Shanghai Daily

Japan executes 6 more members of doomsday cult

- (AP)

THE last six members of a Japanese doomsday cult who remained on death row were executed yesterday for a series of crimes in the 1990s including a sarin gas attack on Tokyo subways that killed 13 people.

Thirteen members of the group had received death sentences. The first seven, including cult leader Shoko Asahara, were hanged about three weeks ago. Japan has never executed so many people in one month, Justice Minister Yoko Kamikawa said. She called their crimes unpreceden­tedly heinous and said they should never be repeated.

The cult, which envisioned overthrowi­ng the government, amassed an arsenal of chemical, biological and convention­al weapons in anticipati­on of an apocalypti­c showdown. Named Aum Shinrikyo, it was blamed for 27 deaths before authoritie­s raided its compound near Mount Fuji in 1995 and captured Asahara nearly two months later.

The group’s most notorious crime was the March 20, 1995, subway attack that sickened 6,000 people and sowed panic during the morning commute. The attack woke up a relatively safe country to the risk of urban terrorism.

Cult members used umbrellas to puncture plastic bags, releasing sarin, a deadly nerve agent, inside subway cars just as the trains approached the Kasumigase­ki station, Japan’s main government district. Commuters poured out of stations, and the streets were soon filled with troops in Hazmat suits and people being treated outside.

Four of the six executed yesterday released sarin on the subway. The two others were convicted in other crimes, including the 1989 murders of an antiAum lawyer and his wife and 1-year-old baby and a 1994 sarin attack in the city of Matsumoto in central Japan, which killed seven people and injured more than 140. An eighth victim in Matsumoto died after being in a coma for a decade.

Asahara, whose original name was Chizuo Matsumoto, founded Aum Shinrikyo in 1984. The bearded, self-proclaimed guru recruited scientists and others to his cult, attracting people who were disillusio­ned with a modern, materialis­tic lifestyle.

During an eight-year trial, he talked incoherent­ly, and never acknowledg­ed his responsibi­lity or offered meaningful explanatio­ns.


» **Task item**: What is needed here is a word-for-word copy of all the entries below.

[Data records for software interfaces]
********************

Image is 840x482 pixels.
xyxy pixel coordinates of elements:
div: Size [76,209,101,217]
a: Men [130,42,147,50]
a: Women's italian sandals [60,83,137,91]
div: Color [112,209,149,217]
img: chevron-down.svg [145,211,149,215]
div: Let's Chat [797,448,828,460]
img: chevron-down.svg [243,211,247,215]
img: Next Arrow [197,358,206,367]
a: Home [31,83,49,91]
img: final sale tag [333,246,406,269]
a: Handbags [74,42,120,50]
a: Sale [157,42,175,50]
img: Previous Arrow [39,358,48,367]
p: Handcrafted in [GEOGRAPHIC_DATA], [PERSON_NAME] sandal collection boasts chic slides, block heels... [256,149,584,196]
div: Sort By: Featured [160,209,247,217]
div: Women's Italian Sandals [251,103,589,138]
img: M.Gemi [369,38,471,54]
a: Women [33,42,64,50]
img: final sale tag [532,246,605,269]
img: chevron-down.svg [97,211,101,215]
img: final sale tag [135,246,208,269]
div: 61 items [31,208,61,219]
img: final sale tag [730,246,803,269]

********************

» **Response to the task**:
Image is 840x482 pixels.
xyxy pixel coordinates of elements:
div: Size [76,209,101,217]
a: Men [130,42,147,50]
a: Women's italian sandals [60,83,137,91]
div: Color [112,209,149,217]
img: chevron-down.svg [145,211,149,215]
div: Let's Chat [797,448,828,460]
img: chevron-down.svg [243,211,247,215]
img: Next Arrow [197,358,206,367]
a: Home [31,83,49,91]
img: final sale tag [333,246,406,269]
a: Handbags [74,42,120,50]
a: Sale [157,42,175,50]
img: Previous Arrow [39,358,48,367]
p: Handcrafted in [GEOGRAPHIC_DATA], [PERSON_NAME] sandal collection boasts chic slides, block heels... [256,149,584,196]
div: Sort By: Featured [160,209,247,217]
div: Women's Italian Sandals [251,103,589,138]
img: M.Gemi [369,38,471,54]
a: Women [33,42,64,50]
img: final sale tag [532,246,605,269]
img: chevron-down.svg [97,211,101,215]
img: final sale tag [135,246,208,269]
div: 61 items [31,208,61,219]
img: final sale tag [730,246,803,269]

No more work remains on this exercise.